Johnson's conduct toward Israel approached treason
By Joseph Sobran
Iraq's attempted theft of krytrons, useful as nuclear triggering devices, is not unique. Four years ago Israel was reported to be obtaining krytrons illegally through a California company. Unlike the Iraqi operation, it wasn't front-page news in most of the country and was barely mentioned by network newscasts.
Israel has long since become a nuclear power, though the fact has never been officially acknowledged.
If the full story is ever told, a key figure will be an avowed opponent of nuclear proliferation: President Lyndon B. Johnson.
More than any other president, Mr. Johnson forged the lopsided "alliance" between the United States and Israel -- a dangerous, liaison that has secured the U.S. only Arab enmity and Israeli ingratitude.
Thanks to his biographer Robert Care, the full truth of Mr. Johnson's ingrained deviousness and mendacity is finally becoming a matter of record.
But the last of Mr. Care's projected four volumes, which will cover the Johnson presidency, won't appear for several years. When it does, it should give full attention to two episodes in Mr. Johnson's furtive pro-Israel policy.
One is Mr. Johnson's suppression of intelligence reports that Israel had smuggled enriched uranium and classified nuclear-related documents out of the U.S.
According to the FBI and the Atomic Energy Commission, a Pennsylvania based American firm was the conduit of the theft. In concealing this from the public, Mr. Johnson may have been an accessory to treason..
The other episode was less grave in its potential consequences but, in a way, more shocking.
Mr. Johnson apparently ordered the cover-up of the 1967 Israeli attack on the unarmed American intelligence ship the USS Liberty. The Israeli assault killed 34 American sailors and wounded 171 others.
Israel has always insisted that the attack was a mistake, that in the heat of the Six-Day War the Liberty was confused with an Egyptian vessel.
The survivors' have always insisted that this is impossible. They contend that the Israelis must have known exactly what they were doing.
The attack occurred in broad daylight. The Liberty was clearly marked and flew a large American flag. The survivors say Israeli reconnaissance planes approached the ship before the attack and were over heard reporting to headquarters that the Liberty was an American ship. They say that the Israelis jammed the Liberty's radio signals for help, which they could not have done without somehow knowing the frequencies American ships used for that purpose.
The survivors also say the Israelis ignored the ship's frantic signals identifying itself as an American ship. The attack continued for nearly an hour. An Israeli gunboat, after torpedoing the Liberty's hull, drew close enough to machine-gun its inflatable life rafts -- which its crew could hardly have done without noticing that they were firing on Americans.
Israel's conduct was bad enough. Capt. James Ennes, who saw 34 of his men killed that day, says that two Israelis involved have offered to testify that the attack was no mistake.
What is really shocking is the official American conduct. The incident was dismissed after a hasty four-day inquiry, Neither the survivors nor the two Israelis have ever been invited to testify.
Contrast this with the eight-month inquiry that followed the 1987 Iraqi attack on the USS Stark.
Even the Liberty's log report was altered by higher-ups, without consulting the eyewitnesses.
Worst of all, rescue planes from the aircraft carrier Saratoga, responding to the Liberty's pleas for help, were mysteriously called back while the Liberty was still under fire. "That act," says Captain Ennes, "probably cost 25 additional American lives."
Though several of his top aides insisted that the attack must have been intentional, Mr. Johnson quickly accepted the Israeli excuses and buried the affair. Never- has an American president so brazenly sacrificed American interests to a foreign power.
But why did he do it? That's the mystery. The solution might tell us a good deal about how American politics really works.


ABOUT THIS EXERCISE
From the records below, give the number of lines that include the word "Nova". Add no other words.

App and web page records
-- Opening Marker --

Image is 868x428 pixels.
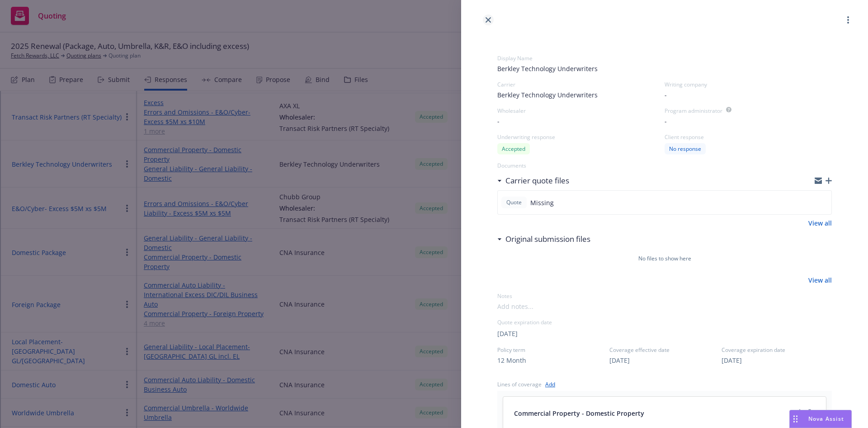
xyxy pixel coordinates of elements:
div: Writing company [665,80,832,88]
h3: Carrier quote files [505,175,569,187]
a: View all [808,275,832,285]
div: Underwriting response [497,134,665,140]
div: Documents [497,162,832,169]
h3: Original submission files [505,233,590,244]
span: Nova Assist [808,414,844,422]
div: Carrier quote files [497,175,569,187]
button: Nova Assist [790,409,851,428]
a: View all [808,218,832,228]
div: Original submission files [497,233,590,244]
div: Program administrator [665,107,723,115]
span: Commercial Property - Domestic Property [514,408,644,417]
div: Carrier [497,80,665,88]
span: Quote [505,198,523,206]
span: - [497,116,499,126]
span: Missing [531,197,554,207]
div: Accepted [497,143,530,154]
span: Berkley Technology Underwriters [497,90,597,99]
a: Add [545,379,555,389]
span: - [665,90,667,99]
div: Lines of coverage [497,380,541,388]
button: 12 Month [497,355,527,365]
div: Quote expiration date [497,318,832,326]
button: [DATE] [722,355,741,365]
div: Drag to move [790,410,801,427]
span: Berkley Technology Underwriters [497,64,832,74]
a: edit [791,407,802,418]
div: Client response [665,134,832,140]
span: Coverage expiration date [722,346,832,353]
span: - [665,116,667,126]
div: Display Name [497,54,832,62]
div: No response [665,143,706,154]
a: remove [804,407,815,418]
button: [DATE] [497,329,518,338]
div: Wholesaler [497,107,665,115]
div: Notes [497,292,832,299]
span: Policy term [497,346,607,353]
button: [DATE] [609,355,630,365]
span: No files to show here [638,254,691,262]
span: Coverage effective date [609,346,720,353]
a: close [483,15,493,26]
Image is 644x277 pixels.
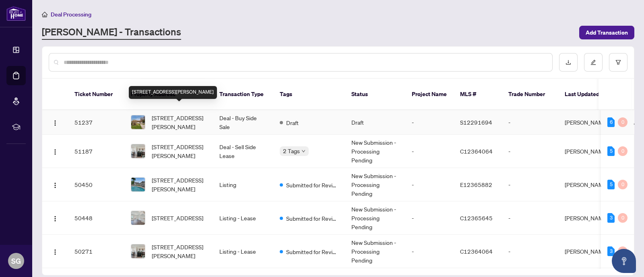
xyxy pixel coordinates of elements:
td: - [405,168,453,201]
td: [PERSON_NAME] [558,135,619,168]
span: [STREET_ADDRESS] [152,214,203,223]
img: Logo [52,249,58,255]
td: - [502,201,558,235]
th: Status [345,79,405,110]
button: Add Transaction [579,26,634,39]
td: - [405,201,453,235]
td: [PERSON_NAME] [558,201,619,235]
td: - [502,168,558,201]
div: 0 [618,180,628,190]
td: New Submission - Processing Pending [345,201,405,235]
td: - [405,235,453,268]
img: logo [6,6,26,21]
div: 6 [607,118,615,127]
button: download [559,53,578,71]
td: Listing - Lease [213,235,273,268]
span: Add Transaction [585,26,628,39]
td: Listing [213,168,273,201]
td: Draft [345,110,405,135]
span: Deal Processing [51,11,91,18]
td: - [405,110,453,135]
button: Open asap [612,249,636,273]
td: [PERSON_NAME] [558,110,619,135]
td: New Submission - Processing Pending [345,235,405,268]
button: Logo [49,145,61,158]
div: 0 [618,213,628,223]
button: Logo [49,212,61,224]
td: Listing - Lease [213,201,273,235]
th: Property Address [125,79,213,110]
th: Tags [273,79,345,110]
td: 51237 [68,110,125,135]
img: thumbnail-img [131,178,145,191]
div: 0 [618,247,628,256]
span: filter [615,60,621,65]
button: Logo [49,245,61,258]
td: - [405,135,453,168]
td: 50448 [68,201,125,235]
button: filter [609,53,628,71]
img: thumbnail-img [131,244,145,258]
span: edit [590,60,596,65]
img: Logo [52,182,58,189]
button: edit [584,53,602,71]
span: Submitted for Review [286,214,338,223]
a: [PERSON_NAME] - Transactions [42,25,181,40]
span: Submitted for Review [286,181,338,190]
img: Logo [52,120,58,126]
img: thumbnail-img [131,115,145,129]
th: Ticket Number [68,79,125,110]
td: - [502,110,558,135]
span: SG [11,255,21,267]
td: 50450 [68,168,125,201]
div: 0 [618,147,628,156]
td: Deal - Buy Side Sale [213,110,273,135]
td: [PERSON_NAME] [558,235,619,268]
span: Submitted for Review [286,247,338,256]
div: 3 [607,213,615,223]
div: [STREET_ADDRESS][PERSON_NAME] [129,86,217,99]
span: [STREET_ADDRESS][PERSON_NAME] [152,176,207,194]
div: 5 [607,147,615,156]
span: [STREET_ADDRESS][PERSON_NAME] [152,114,207,131]
span: home [42,11,48,17]
th: MLS # [453,79,502,110]
td: Deal - Sell Side Lease [213,135,273,168]
div: 0 [618,118,628,127]
div: 3 [607,247,615,256]
td: New Submission - Processing Pending [345,168,405,201]
td: 51187 [68,135,125,168]
th: Project Name [405,79,453,110]
img: Logo [52,216,58,222]
td: - [502,235,558,268]
span: 2 Tags [283,147,300,156]
span: C12364064 [460,147,492,155]
span: down [301,149,306,153]
img: thumbnail-img [131,144,145,158]
span: C12364064 [460,248,492,255]
div: 5 [607,180,615,190]
span: E12365882 [460,181,492,188]
button: Logo [49,116,61,129]
td: - [502,135,558,168]
span: C12365645 [460,214,492,222]
th: Transaction Type [213,79,273,110]
img: thumbnail-img [131,211,145,225]
td: [PERSON_NAME] [558,168,619,201]
span: download [566,60,571,65]
td: 50271 [68,235,125,268]
img: Logo [52,149,58,155]
button: Logo [49,178,61,191]
span: [STREET_ADDRESS][PERSON_NAME] [152,142,207,160]
span: S12291694 [460,119,492,126]
td: New Submission - Processing Pending [345,135,405,168]
span: Draft [286,118,299,127]
th: Last Updated By [558,79,619,110]
th: Trade Number [502,79,558,110]
span: [STREET_ADDRESS][PERSON_NAME] [152,243,207,261]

-- Closing Marker --

ANSWER SECTION
2